Red teddy bears in Saudi Valentine's Day black market

With a waist-high, lipstick-red teddy bear poised outside his shop, it was hard for Mohammed to hide his Valentine's Day black market goods inside a mall in the Saudi port city of Jeddah. On the eve of Valentine's, he was worried that the Saudi...

With a waist-high, lipstick-red teddy bear poised outside his shop, it was hard for Mohammed to hide his Valentine's Day black market goods inside a mall in the Saudi port city of Jeddah.

On the eve of Valentine's, he was worried that the Saudi religious police, who call the holiday a heretical practice in Islamic society, would confiscate his red, pink and white stuffed bears and other gifts.

This is an annual battle between Saudi romantics and the feared Islamic police, or Muttawa, who earlier in the week sent out their yearly message warning that all things red would be seized the day before Valentine's.

Red cakes, red-dyed chocolates, the ever-popular stuffed bears and even red roses were strictly off-limits.

But shops and clients still schemed to make the best of the day, with telephone orders being made for bouquets and sweets for delivery from stock hidden in back rooms.

Couples looking for a romantic night out tried to skirt the kingdom's conservative Islamic laws, which ban unrelated men and women from socialising, and hunted for restaurants shielded from the watchful gaze of the Muttawa.

Or, said a single woman in her 20s, romantic dinners with the opposite sex were planned for the 13th or 15th.

"Two years ago we lost 6,000 roses," said Jeddah flower shop attendant Maher, counting the loss in several thousand dollars from the confiscations carried out by the Muttawa.

Red flowers and gifts were abundant in his shop last Friday but he said that early yesterday he would move the goods out of sight, and pray that the Muttawa would not come by.

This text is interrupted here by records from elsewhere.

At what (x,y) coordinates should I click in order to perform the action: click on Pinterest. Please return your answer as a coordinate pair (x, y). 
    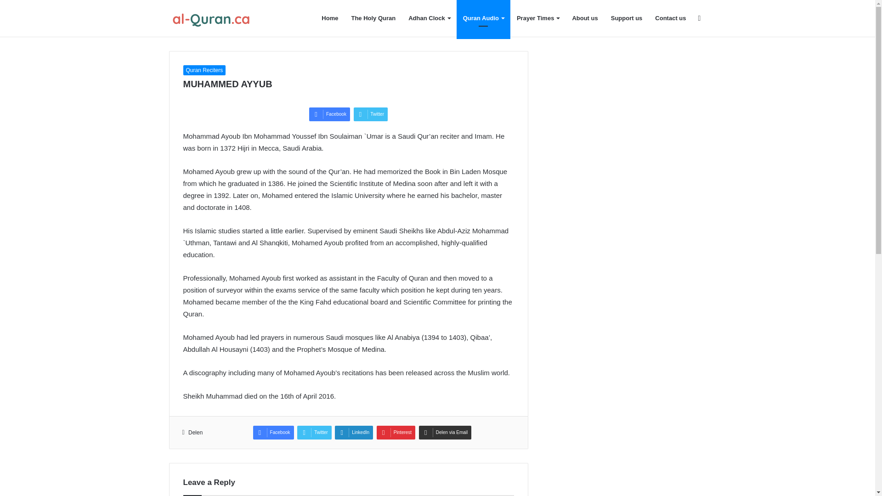
    Looking at the image, I should click on (396, 432).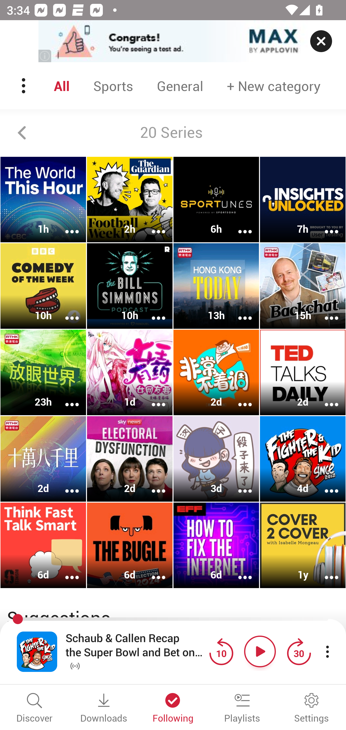 This screenshot has height=730, width=346. Describe the element at coordinates (43, 286) in the screenshot. I see `Comedy of the Week 10h More options More options` at that location.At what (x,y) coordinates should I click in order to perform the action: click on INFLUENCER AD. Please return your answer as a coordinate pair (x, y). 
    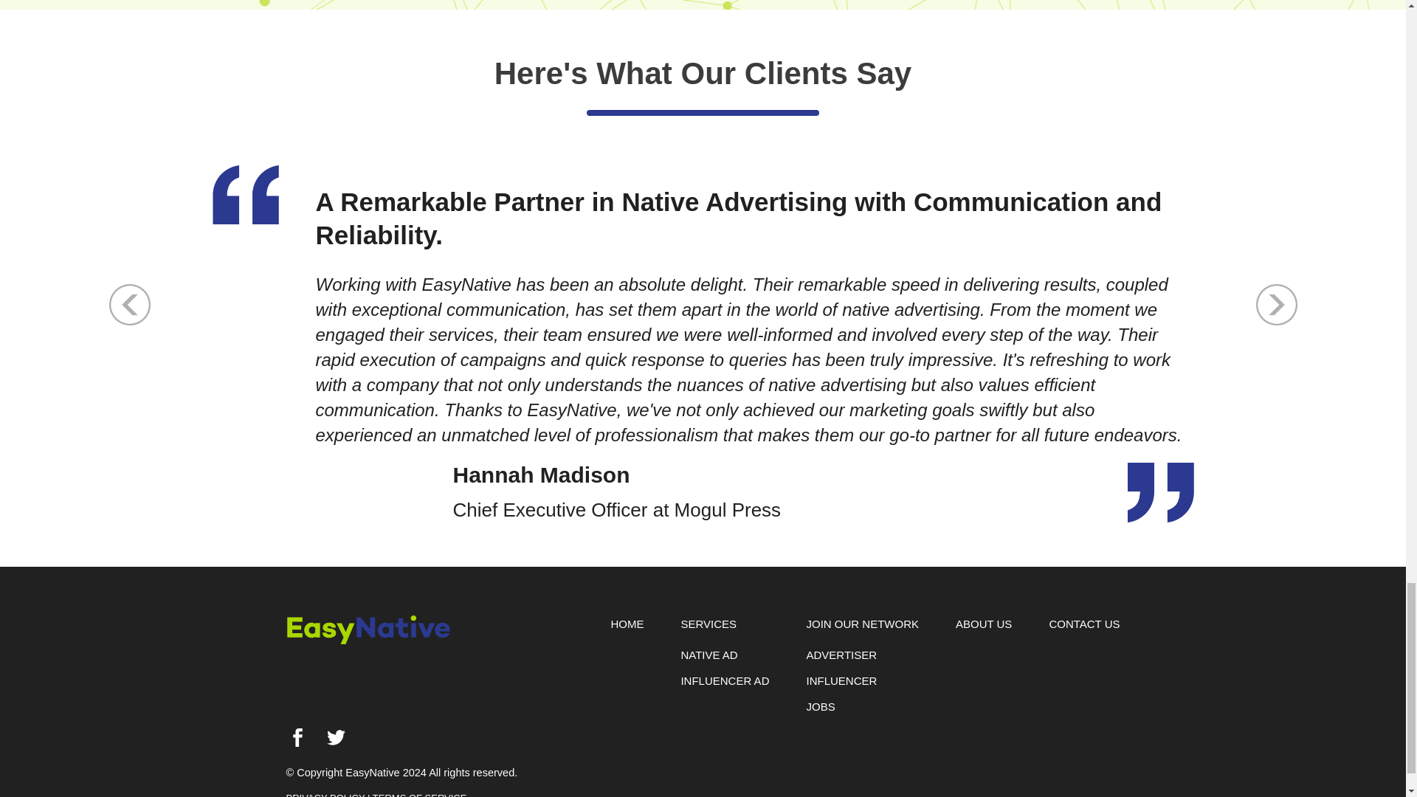
    Looking at the image, I should click on (725, 680).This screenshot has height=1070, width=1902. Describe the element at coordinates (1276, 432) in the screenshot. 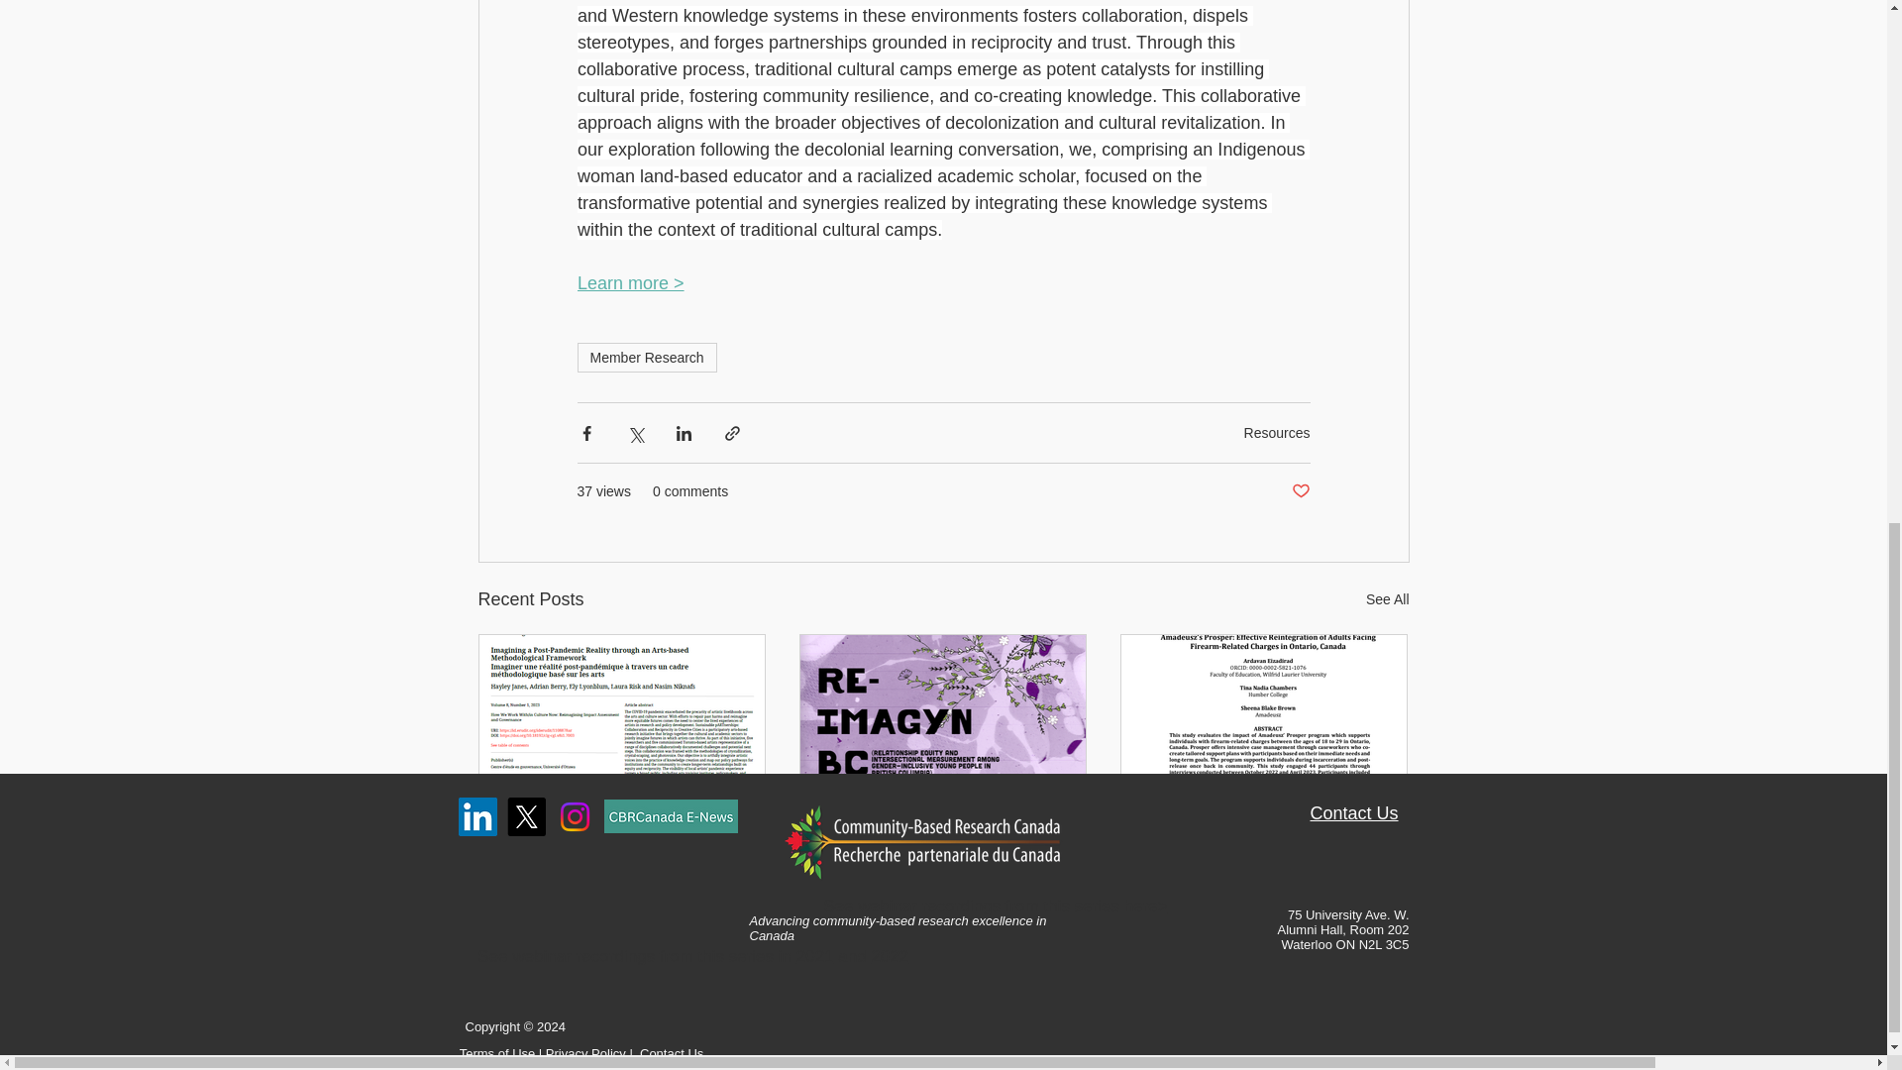

I see `Resources` at that location.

"It's worth the risk, because it is good business," he said, noting that roses had doubled in price to 10 riyals ($2.70) a stem this week, and could go higher by today.

Asked what would happen if he was caught dealing in red roses under the counter, another florist crossed his wrists in the universal sign of being handcuffed.

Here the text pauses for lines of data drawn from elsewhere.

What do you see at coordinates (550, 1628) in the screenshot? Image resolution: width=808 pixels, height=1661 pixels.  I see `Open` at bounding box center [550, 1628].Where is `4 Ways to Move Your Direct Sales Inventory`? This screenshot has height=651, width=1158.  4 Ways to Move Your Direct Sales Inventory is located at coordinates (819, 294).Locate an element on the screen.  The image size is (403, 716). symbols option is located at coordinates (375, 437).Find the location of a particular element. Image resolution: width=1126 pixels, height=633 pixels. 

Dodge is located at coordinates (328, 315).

Jeddah residents say it's not too hard to get away with celebrating Valentine's Day, because the religious police had been put on a tight leash in the relatively liberal city.

But elsewhere in Saudi Arabia, it's a big challenge.

In the eastern city of Dammam, nothing red was in sight in any flower shops last Thursday.

In Riyadh, lovers were determined to make the best of it.

"What we usually do is arrange gifts by phone from before. They just send the flowers on the date," said the woman, who asked not to be identified. Romantic dinners are a challenge on February 14.

Last year, she said, one top-end French restaurant in Riyadh that is popular with unmarried couples because it normally manages to keep the religious police at bay, had to allow them in for inspection on Valentine's Day.

"For the couples who are afraid, they celebrate one day before or one day after," she said.

Mohammed, who had the metre-high teddy bear on display outside his shop, said he also had a system worked out.

"I am afraid of being arrested, and I want to lock the door before they come," he said, explaining that if the Muttawa invaded he would be tipped off by the mall watchmen and pretend to be closed.